JWT Verifier
Paste a JSON Web Token and its HMAC secret to check whether the signature is valid. The tool recomputes the HS256, HS384 or HS512 signature, compares it to the token, checks the exp and nbf time claims, and shows the decoded header and payload. Everything runs in your browser.
How to verify a JWT
- Paste the JSON Web Token into the token box.
- Enter the shared HMAC secret used to sign it and pick a test secret, not a production one.
- Read the verdict: a valid or invalid signature badge plus the expiry and not-before status.
Examples
Standard HS256 token, correct secret
token "eyJhbGci...SflKxwRJSMeKKF2QT4fwpMeJf36POk6yJV_adQssw5c", secret "your-256-bit-secret"
Signature valid (HS256). Not expired.
Frequently asked questions
What is the difference between verifying and decoding a JWT?
Decoding only base64url-decodes the header and payload so you can read them, and it always succeeds. Verifying recomputes the signature with your secret and compares it to the token, which proves the token was issued by someone who holds that secret and was not tampered with. This tool does both, but only a passing signature check means the token can be trusted.

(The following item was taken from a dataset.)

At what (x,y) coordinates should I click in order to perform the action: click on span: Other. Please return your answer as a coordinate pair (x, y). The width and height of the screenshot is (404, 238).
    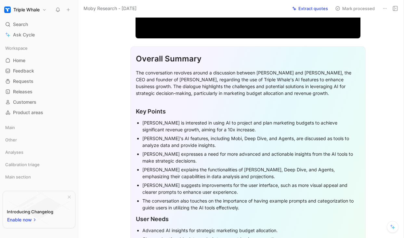
    Looking at the image, I should click on (11, 140).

Which algorithms are supported?
The HMAC family: HS256, HS384 and HS512. These sign and verify with a single shared secret. Asymmetric algorithms such as RS256, ES256 and PS256 use a public key instead of a secret, so they are reported as unsupported here. The none algorithm is always treated as unverifiable.
Is my token or secret sent to a server?
No. The signature is recomputed locally in your browser with the Web Crypto API, so your token and secret never leave your machine. Even so, avoid pasting a real production secret into any online tool. Use a test secret whenever you can.
Why does the signature fail even though the token looks correct?
The most common cause is a secret that does not match the one used to sign the token, including a stray space, the wrong encoding, or a base64-encoded key entered as plain text. A mismatched algorithm or a token that was edited after signing will also fail. The header and payload still decode so you can compare the details.
What do the expired and not yet valid statuses mean?
They come from the exp and nbf claims, which are seconds since 1970. If exp is in the past the token is expired, and if nbf is in the future the token is not yet valid. A token is only fully valid when the signature checks out and it is within that time window.
Can a valid signature still be an invalid token?
Yes. A token can have a correct signature but be expired or not yet valid. This tool reports the signature result separately from the time checks, and the overall verdict is valid only when the signature passes and the token is inside its exp and nbf window.